PDF THE WINTER SOLSTICE

THE WINTER SOLSTICE December 20, 2011

By Michael Erlewine (Michael@)

As my family knows, I am the serious party-pooper when it comes to celebrating New Year's Eve. I can't remember when I last stayed up until Midnight to welcome in the New Year. It just never interests me. I much prefer to sleep that through and get up early and welcome the dawn. Sunrise is my time.

However, I feel very differently when it comes to the solstices. I am even quite reverent in regard to both the Winter and Summer Solstice and always observe them. To me they really are special times.

This word "observe" is a funny one and I only began to understand this use of it by studying the Tibetan Buddhist calendar. In Tibet, until recently, they did not observe Saturdays and Sundays as special or as days off. Instead they observed New and Full Moons plus various other solunar events in the month. They took these days off. Imagine that. No weekends, but days off based on natural astronomical events!

Setting aside a day like the New or Full Moon as a day for observation was a new concept for me. Well, by now it's been something like fifty years. The whole idea of setting time aside to observe your mindstream was simply a new idea, but one I intuitively warmed to. So much the more when it comes to the two great turning points in the year, the Winter and Summer Solstices. I measure my year by those two peaks.

If we study ancient civilizations, the year did not turn on the January 1st, but rather on the winter and summer solstices.
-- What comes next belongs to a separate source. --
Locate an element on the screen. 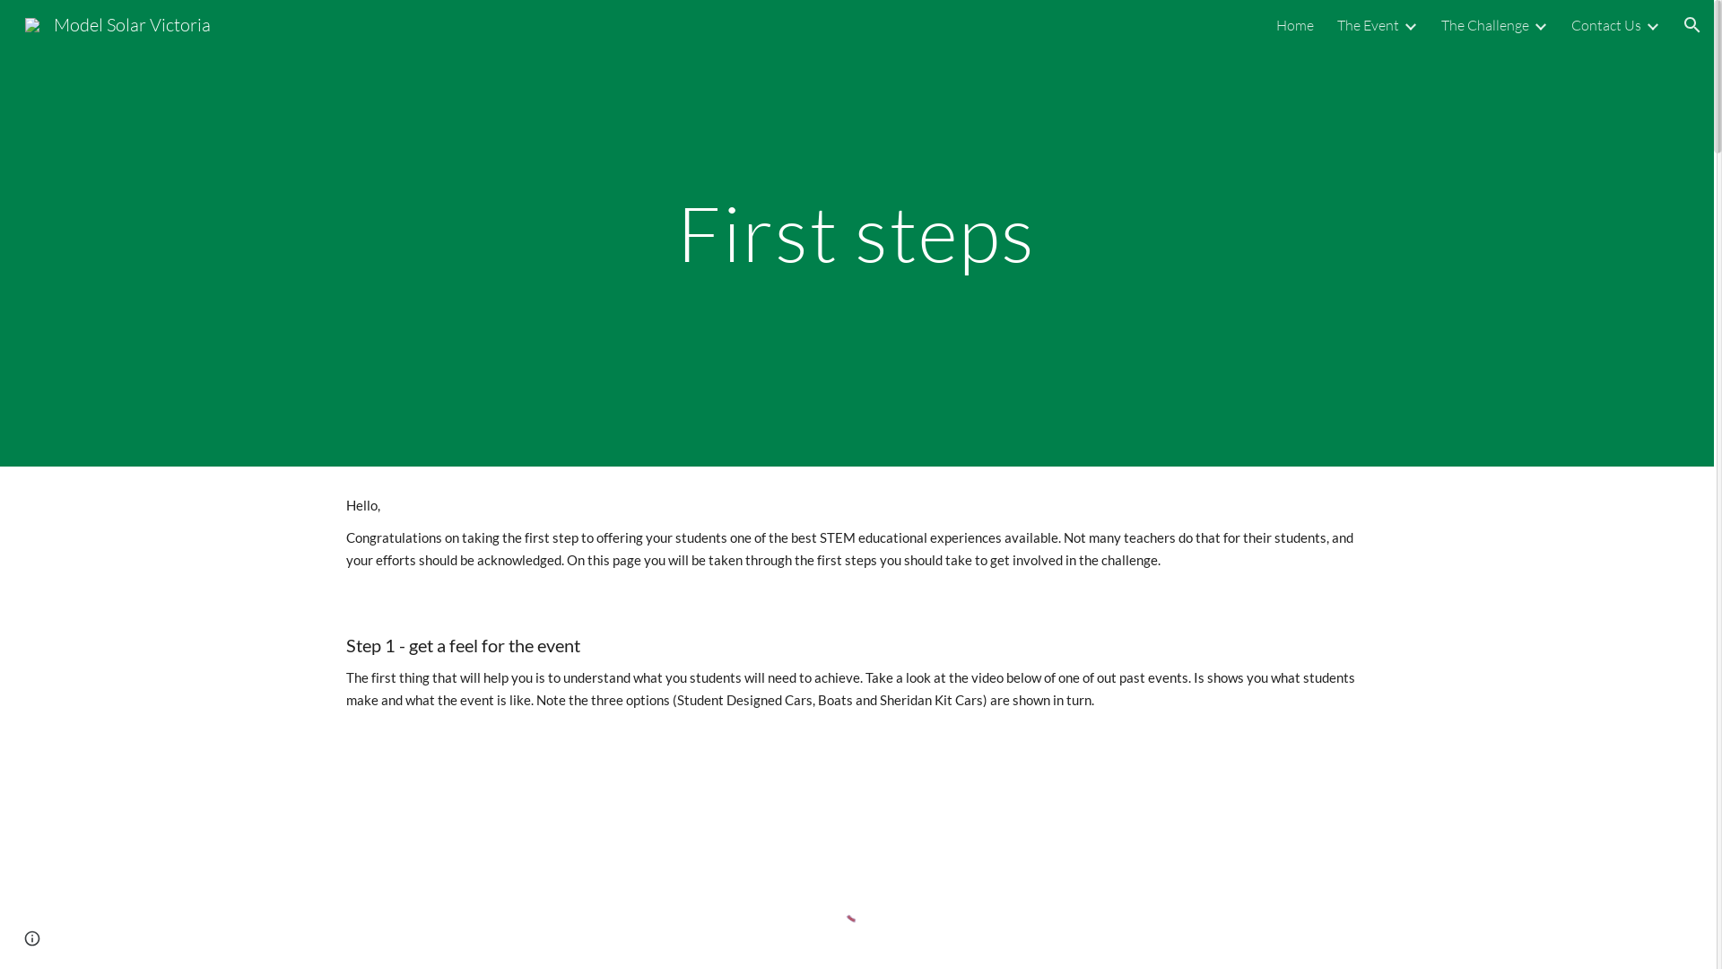 This screenshot has width=1722, height=969. The Challenge is located at coordinates (1485, 25).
There are hundreds of sites that celebrate the solstices, some of the more well-known ones being Glastonbury, Chichen Itza, the Temple of Karnak, Newgrange, and Easter Island.

If the Summer Solstice is equivalent to the Full Moon of the yearly cycle, then the Winter Solstice is the New Moon of the Year, a much more sensible point in time to indicate the start of a new yearly cycle since astronomically this is the actual turning point of the Sun's influence with the Earth. The winter solstice is the point of rebirth of the Sun each year.
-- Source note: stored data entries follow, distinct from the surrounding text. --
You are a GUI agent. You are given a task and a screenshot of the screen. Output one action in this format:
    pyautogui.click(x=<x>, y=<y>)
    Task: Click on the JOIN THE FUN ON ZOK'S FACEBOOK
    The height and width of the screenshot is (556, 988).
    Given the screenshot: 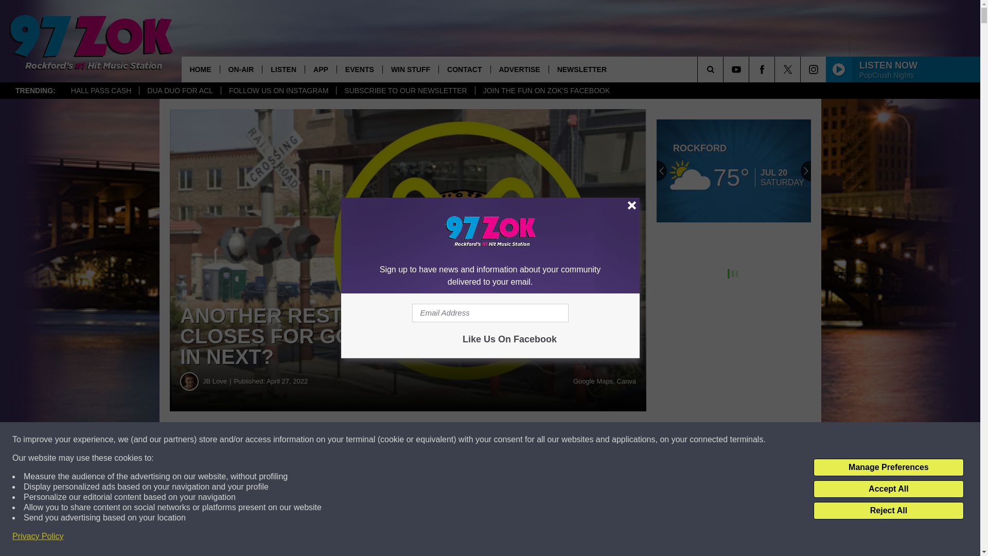 What is the action you would take?
    pyautogui.click(x=547, y=91)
In many traditions, the winter solstice marks the victory of the Sun over the increasing darkness and the beginning of its march northward toward summer and light. This is the turning point and it also marks the first day of winter. In most ancient societies the winter solstice was celebrated as the beginning of the New Year, often called winter's night -- the rebirth of the Sun. At the winter solstice is released the seed impulse for the next yearly cycle. It begins again.
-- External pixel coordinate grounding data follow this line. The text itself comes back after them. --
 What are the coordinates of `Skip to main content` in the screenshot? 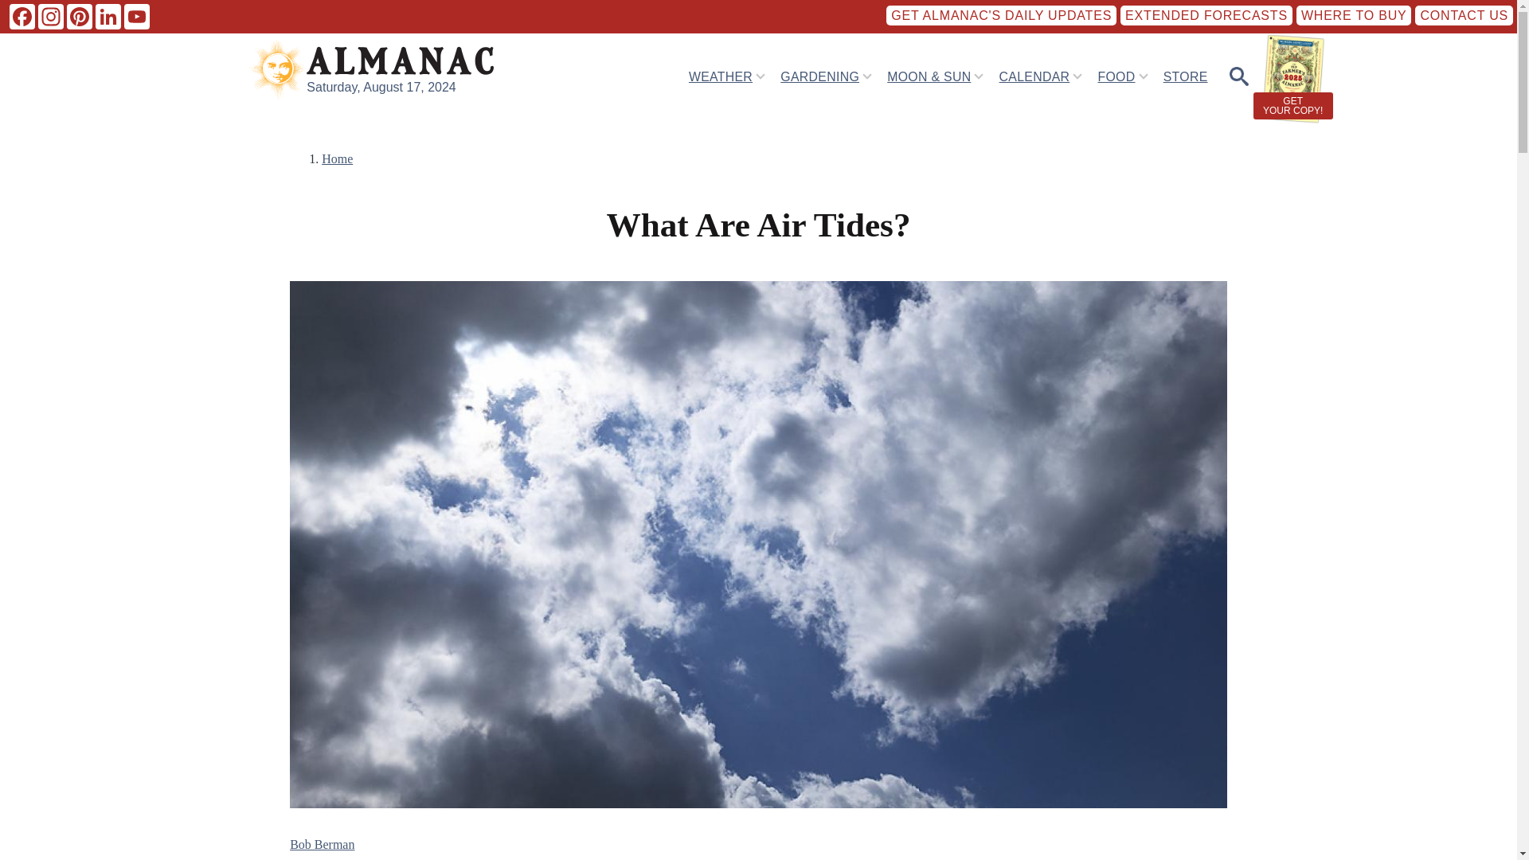 It's located at (625, 7).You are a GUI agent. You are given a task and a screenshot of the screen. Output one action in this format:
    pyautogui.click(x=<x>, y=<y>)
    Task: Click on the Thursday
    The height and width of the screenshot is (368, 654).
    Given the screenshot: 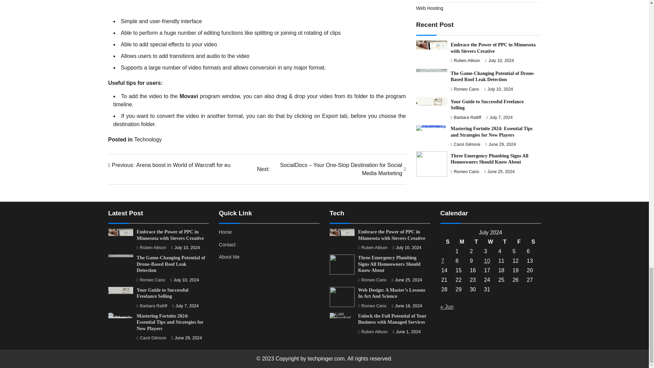 What is the action you would take?
    pyautogui.click(x=504, y=241)
    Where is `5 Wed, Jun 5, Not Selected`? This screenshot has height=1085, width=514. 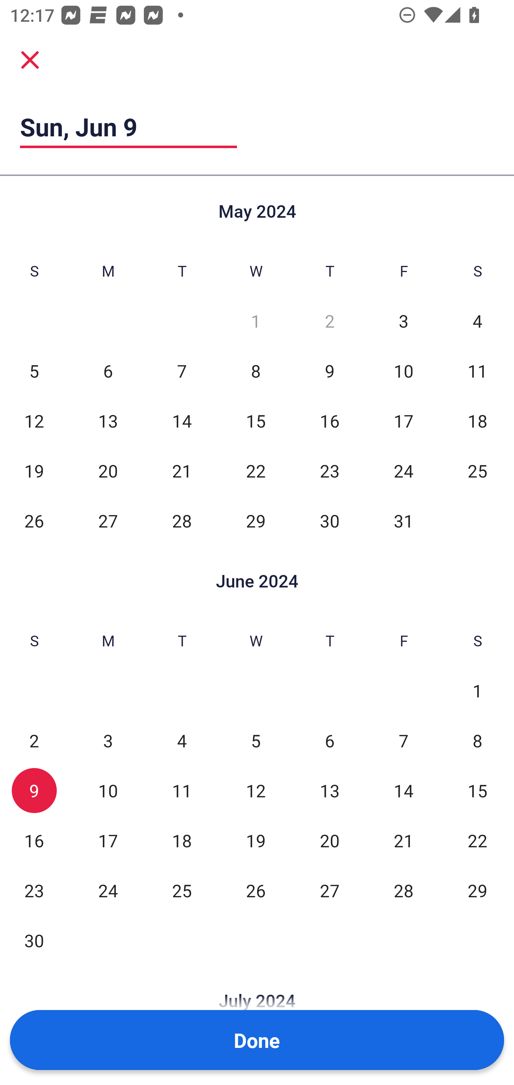 5 Wed, Jun 5, Not Selected is located at coordinates (256, 741).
This winter solstice will occur at 12:30 AM EST Thursday December 22nd, so Wednesday December 21st will be the New Year's Eve for rest of us, all the Wiccans, Druids, Celtics, and the so-called pagans and heathens. I don't generally consider myself as belonging to those groups, but when it comes to artificial holidays and calendars, I can't use them.

I follow the ancient (and for me more natural) days of celebration like the New and Full Moons, the Equinoxes, and especially the Solstices. Every year I look forward to the moment when the Sun overpowers the darkness and begins its journey toward summer. I take joy in that event.